The Challenge
Over the past 18 months PUMA has been on a mission to define their DNA and get back to the heart of the brand, which has always championed individual athletes, not just for their individual athletic brilliance, but their brilliant personalities, people who had the courage to be themselves. Think Tommie Smith, Diego Maradona and Usain Bolt. The wild ones. The square pegs in the round holes. The people who play their own game. For decades sports has told people that winning was all that mattered and you needed to suffer to achieve your goals. Joy never came into it. Puma’s new brand strategy is built on the idea that greatness is in your nature and Puma exists to help people unleash it so that they can feel the highs of sport. In our first brand campaign under the ‘Go Wild’ banner, We communicate the highs of Running, specifically ‘the runner’s high’; the sense of elation that Runners feel when their bodies start releasing those happy chemicals. Whether you’re an occasional park runner or an elite athlete, everyone can identify with the rush that running can deliver. And Puma, with its energy returning trainer technology can help you reach that high. While other brands focus on winning or empowerment, Puma focuses on the joy that Running brings, inspiring runners all over the world to pull on their trainers (hopefully Puma ones!) and chase that high.
The Solution
Puma is a legacy brand in running, losing market share in a category dominated by heavy hitters (Nike and Adidas) and under threat from newer, more specialised competitors (Hoka and On). We needed to create a campaign that could drive performance credibility with runners with a distinctively Puma point of view. Instead of focusing on winning (Nike) we dramatised the human truth that runners don’t just run for times, they run because it feels amazing. This ‘runner's high’ was brought to life by Afroman’s iconic ‘I got high’, with a twist that showed runners putting the rest of their lives on hold to feel the high of running. Supported by a 40% YOY increase in media spend, making it Puma’s largest brand campaign ever, hopes are high. Whilst the campaign has only been live for a few weeks, early indicators (including 10M organic views on YouTube) are very promising.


Exercise instructions:
Read the data below. Every line holding the string "JSON" must be copied.

═══ Information supplied

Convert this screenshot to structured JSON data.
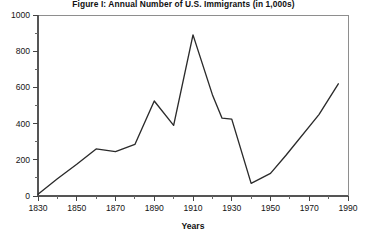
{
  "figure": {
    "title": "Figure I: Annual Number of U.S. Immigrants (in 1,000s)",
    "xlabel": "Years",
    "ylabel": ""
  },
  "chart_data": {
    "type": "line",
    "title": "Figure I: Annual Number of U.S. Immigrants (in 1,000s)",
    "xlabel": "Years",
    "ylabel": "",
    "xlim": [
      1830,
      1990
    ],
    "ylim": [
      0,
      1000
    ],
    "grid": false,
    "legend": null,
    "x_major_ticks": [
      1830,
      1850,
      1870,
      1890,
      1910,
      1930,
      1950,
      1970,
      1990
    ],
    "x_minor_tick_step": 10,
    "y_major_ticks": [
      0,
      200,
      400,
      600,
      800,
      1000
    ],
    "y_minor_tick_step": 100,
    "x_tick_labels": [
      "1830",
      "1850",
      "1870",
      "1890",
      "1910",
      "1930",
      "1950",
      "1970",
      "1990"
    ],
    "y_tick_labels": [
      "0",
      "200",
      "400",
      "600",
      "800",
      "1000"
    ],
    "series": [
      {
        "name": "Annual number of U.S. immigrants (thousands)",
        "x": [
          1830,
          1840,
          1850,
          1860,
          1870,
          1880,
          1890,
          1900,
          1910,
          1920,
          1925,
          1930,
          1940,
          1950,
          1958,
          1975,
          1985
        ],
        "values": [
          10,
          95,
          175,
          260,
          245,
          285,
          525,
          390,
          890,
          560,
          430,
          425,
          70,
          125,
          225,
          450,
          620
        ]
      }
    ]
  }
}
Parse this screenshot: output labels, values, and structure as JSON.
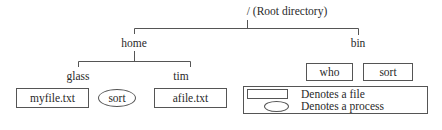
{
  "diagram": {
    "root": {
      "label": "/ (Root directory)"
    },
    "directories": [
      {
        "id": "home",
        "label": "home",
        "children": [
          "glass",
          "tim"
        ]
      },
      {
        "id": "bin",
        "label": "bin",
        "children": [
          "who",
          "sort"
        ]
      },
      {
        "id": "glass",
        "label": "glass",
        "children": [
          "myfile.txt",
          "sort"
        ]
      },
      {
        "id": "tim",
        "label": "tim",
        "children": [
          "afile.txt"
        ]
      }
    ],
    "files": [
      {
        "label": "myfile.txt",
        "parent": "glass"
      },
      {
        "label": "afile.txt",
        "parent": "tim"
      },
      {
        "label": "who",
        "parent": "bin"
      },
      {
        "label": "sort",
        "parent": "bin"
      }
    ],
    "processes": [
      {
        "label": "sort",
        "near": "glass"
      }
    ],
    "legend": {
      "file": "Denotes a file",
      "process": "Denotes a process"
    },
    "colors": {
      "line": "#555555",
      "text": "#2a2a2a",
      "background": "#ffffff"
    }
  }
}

══════

Response area:
Convert this screenshot to structured JSON data.
Parse this screenshot: output labels, values, and structure as JSON.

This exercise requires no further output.